This article is about the symbolism of every Christian wedding: to reflect the union of Christ and his church.

Source: The Outlook, 1983. 2 pages.

What is a Christian Wedding?

The key to making our wedding ceremonies truly Christian is to emphasize the teaching of the apostle Paul found in Ephesians 5:22-33. There Paul speaks of the union of husband and wife which is based on the union of Christ and the church. From that emphasis of Scripture, the relationship of husband to wife and wife to husband can be explained and understood. And the way our weddings ought to be celebrated will also be understood.

The form that is used in a wedding is crucial in establishing this Christian emphasis. Many young peo­ple today like to write their own forms, and I suppose there is nothing objectionable about that. However, those forms ought to emphasize the things that our pre­sent forms do, namely the essential spiritual symbolism of the Christian wedding that we are witnessing. The form that is found in the supplement of our Psalter Hymnal speaks of the symbolism of a wedding, the union of Christ and His church. Everything in a wed­ding should center around that symbolism.

The vows that are spoken to each other should also be based on that central emphasis. When Paul tells the hus­band to love his wife, it is because Christ loved the church. And when he says that the wife should submit to her husband, it is because the church is subject to Christ. These things should be reflected in the promises that are made at a wedding. For clearly a wedding is to reflect the most important relationship that exists among us, and that is the relation of Christ to His peo­ple. That relationship is most clearly expressed in the union of husband and wife.

When this emphasis is found in our Christian wed­dings, then young couples do not have to go to great ex­travagances in their weddings. It is not necessary to spend money we cannot afford for too many pictures, flowers, attendants, and expensive receptions if our pur­pose is to reflect the Lord's love for His church. Nor is it necessary to borrow the music of the world for our wed­dings if we are to reflect this spiritual emphasis. Certain­ly the practice which is becoming increasingly popular even among Christian people of drinking and dancing at our wedding receptions has no place when the emphasis of Christ and His church is central. There is a trend of secularism creeping into the celebration of marriages in the Christian Reformed Church which denies the central meaning of marriage. This secularism is seen in the ef­fort to do everything like the world, and to "baptize" the wedding with a Christian form and a prayer by the minister. This is certainly not what the apostle Paul was talking about when he spoke of Christ's love for the church being the basis for the husband's love for his wife.

The implication of the apostle's teaching in Ephesians 5 is certainly that the husband and wife are Christians. This hardly needs to be said, and yet it is surprising how often a Christian man or woman plans to marry one who is not a Christian and expects the minister to legalize the marriage. How can a minister perform such a wedding?

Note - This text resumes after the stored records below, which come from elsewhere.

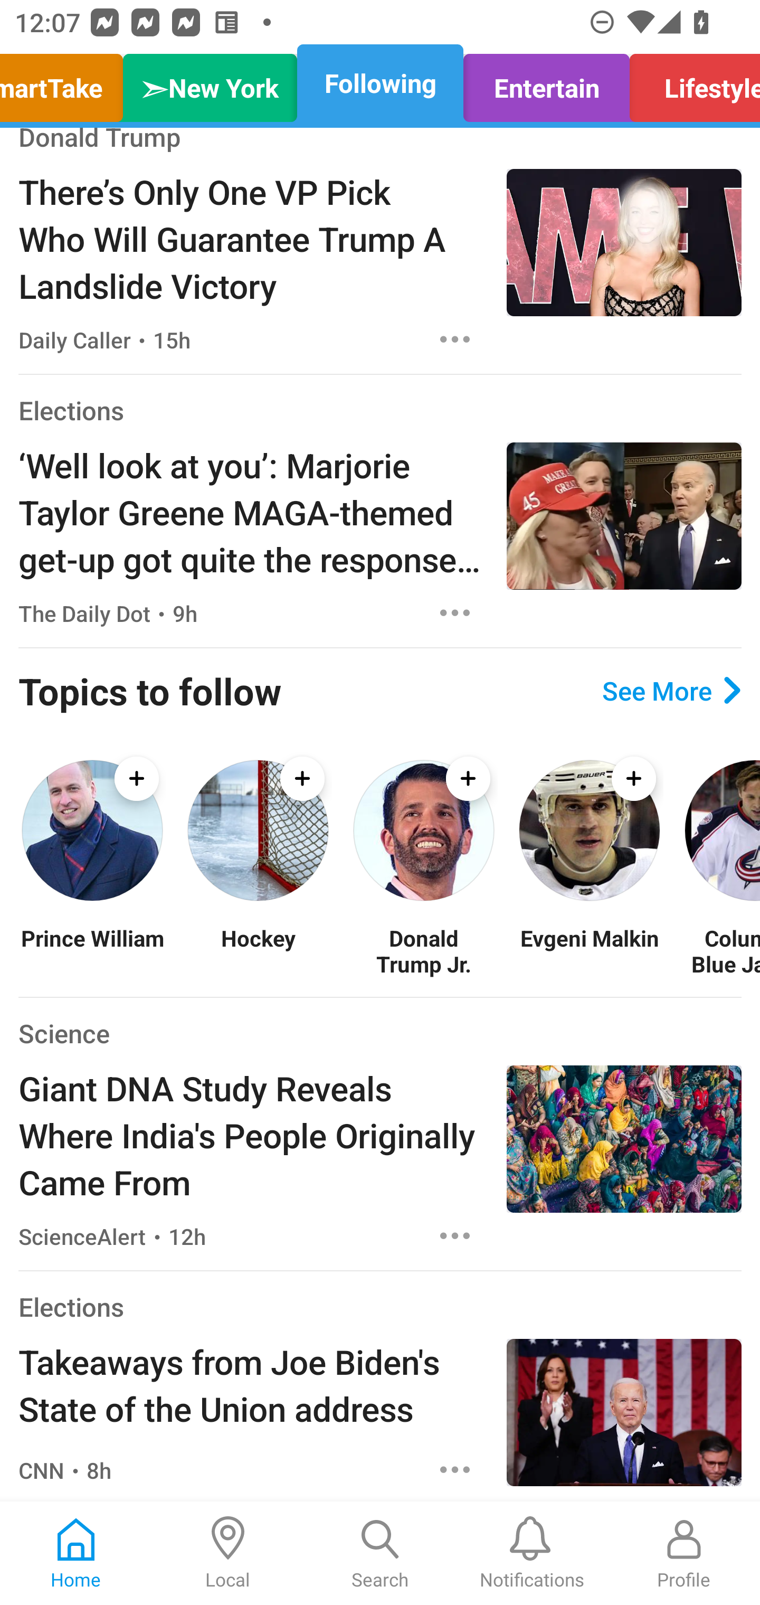 The image size is (760, 1605). Describe the element at coordinates (546, 83) in the screenshot. I see `Entertain` at that location.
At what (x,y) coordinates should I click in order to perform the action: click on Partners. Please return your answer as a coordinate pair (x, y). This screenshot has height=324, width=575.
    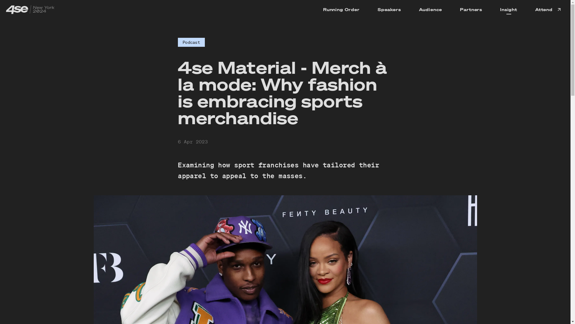
    Looking at the image, I should click on (471, 10).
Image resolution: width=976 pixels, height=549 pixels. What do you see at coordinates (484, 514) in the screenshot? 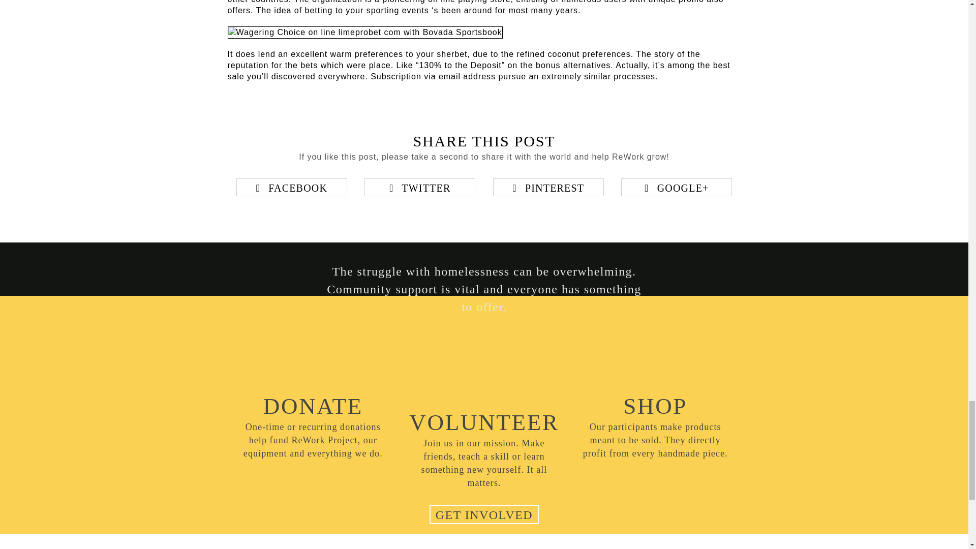
I see `GET INVOLVED` at bounding box center [484, 514].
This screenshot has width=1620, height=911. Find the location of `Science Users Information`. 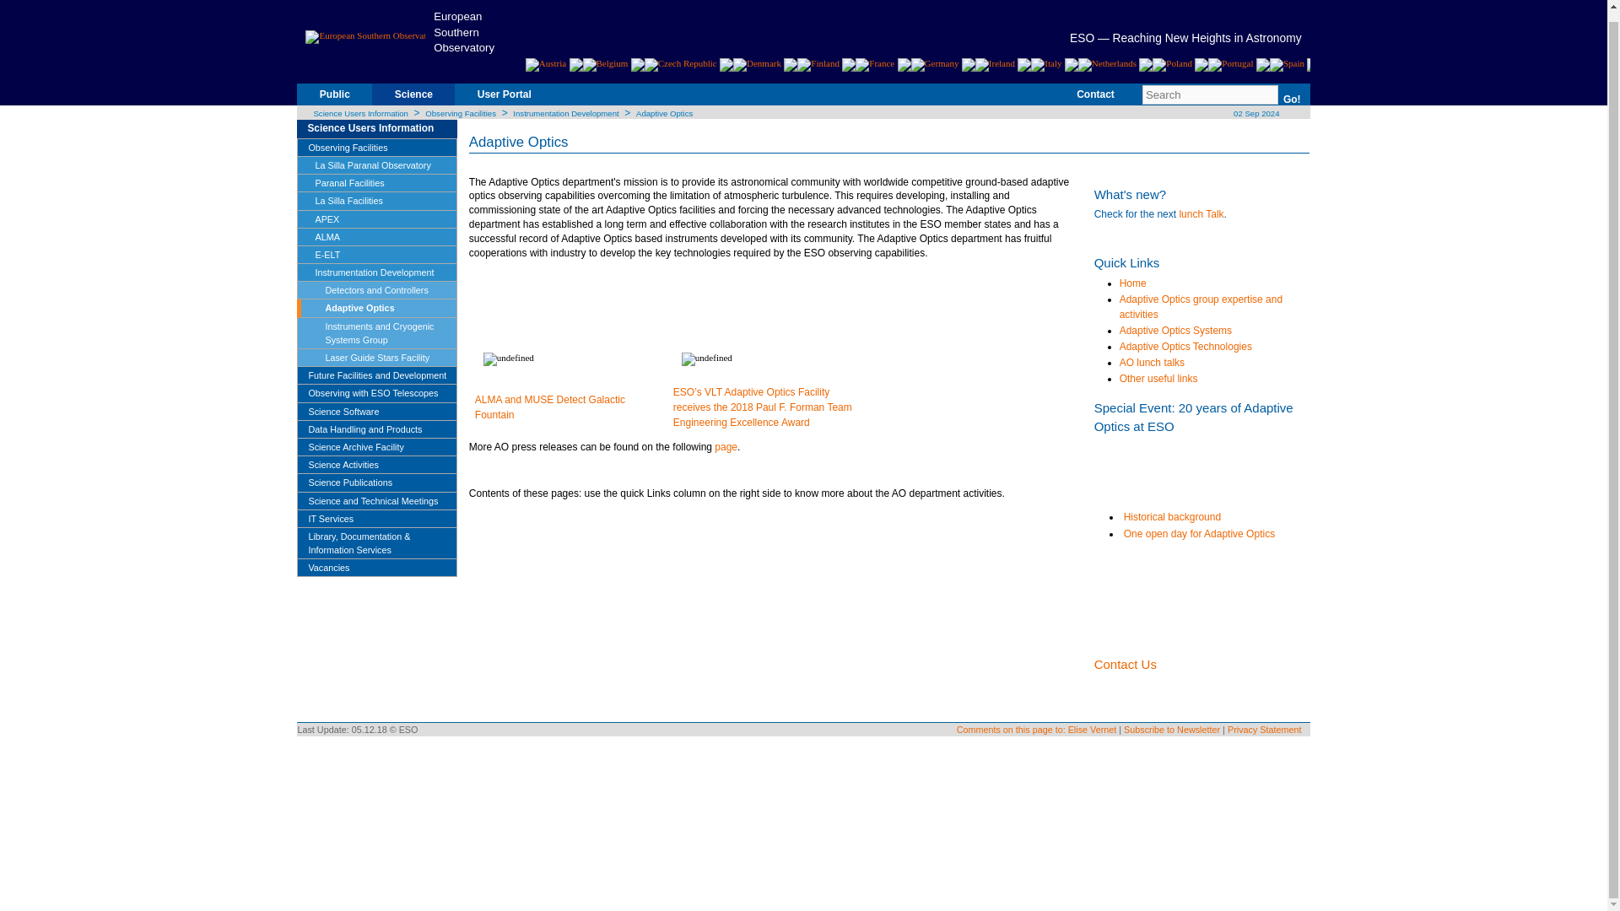

Science Users Information is located at coordinates (381, 128).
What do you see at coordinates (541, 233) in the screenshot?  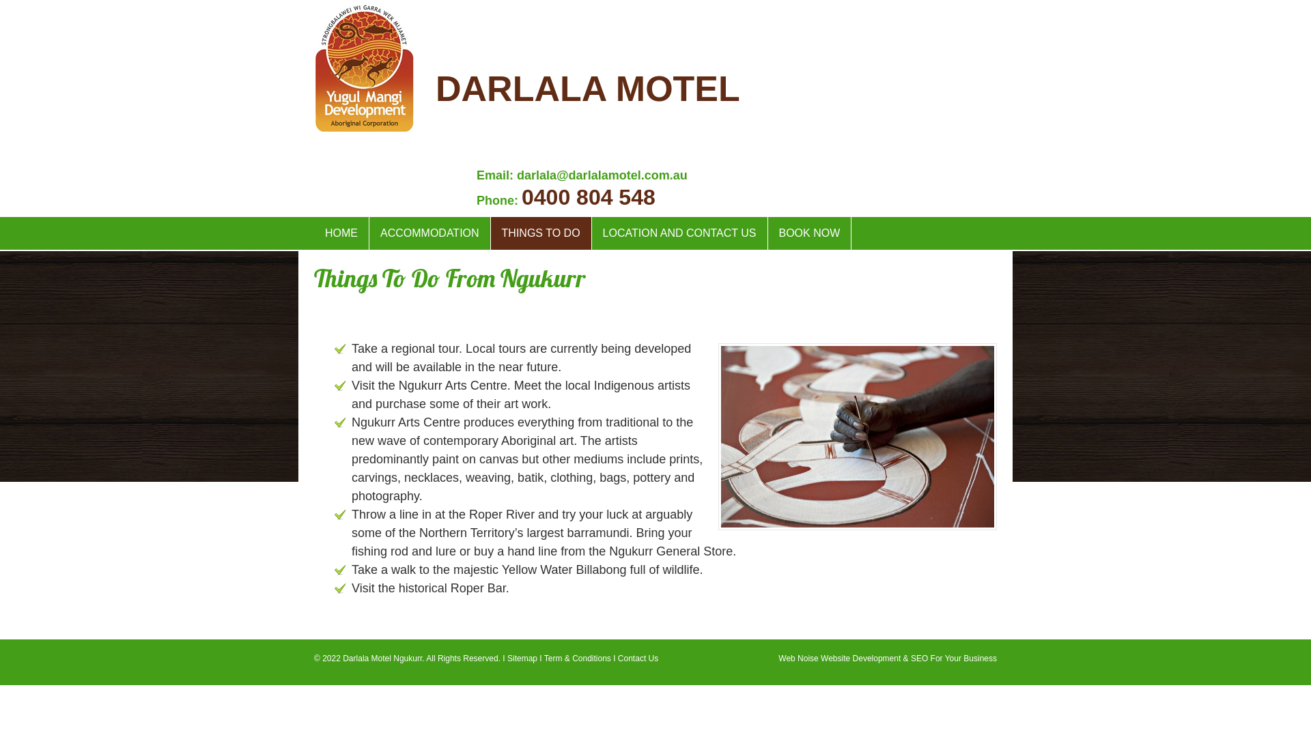 I see `THINGS TO DO` at bounding box center [541, 233].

How, indeed, when the entire Scripture em­phasizes marriage as properly resembling the union of Christ and His church? This resemblance is clearly lost when either the man or the woman is not a Christian. To officiate at such a wedding using a form which is based on and emphasizes the spiritual significance of marriage is surely wrong.

This is also plainly forbidden by the Church Order of the Christian Reformed Church. It is interesting that the Church Order speaks a great deal more about weddings and marriages than about funerals. The Church Order simply says that funerals are not ecclesiastical, but fami­ly affairs, and should be conducted accordingly. But when the Church Order speaks about weddings in Arti­cle 69, it says,

Consistories shall instruct and ad­monish those under their spiritual care to marry only in the Lord. Christian marriages should be solemnized with appropriate admonitions, promises, and prayers, as provided for in the official form. Marriages may be solemnized either in a worship service, or in private gatherings of relatives and friends. Ministers shall not solemnize marriages which would be in conflict with the Word of God.

There is, I think, a very real danger of accommoda­tion to secularism in the idea which some ministers have that they are servants of the state, and that, as such, it is their duty to perform weddings even when their con­sciences tell them that the weddings are not according to the Word of God. These ministers persuade themselves that performing such a ceremony is proper because, as servants of the state, they are under a certain obligation of legalizing marriage. They also believe that even if the marriage is not really a Christian marriage, the presence of a Christian minister, the reading of a Christian form, and the use of prayer will certainly not hurt, and may well help this couple. But this is nothing but accommoda­tion to secularism. It is a failure to see that ministers of the Word are servants of the Word of God and of the God of that Word. It also fails to see that unless the wedding joins two Christians, it cannot possibly sym­bolize the union of the church and the Lord Jesus Christ.

Our weddings should seek to be Christian in the fullest sense of that word. They should be the kind of wedding that is pictured in John 2 where we read, "And Jesus ... had also been invited to the wedding." With a concern for every part of the wedding ceremony to be truly based on Scripture, we will celebrate in our wed­dings the symbolism of Christ's relationship to the church He loved.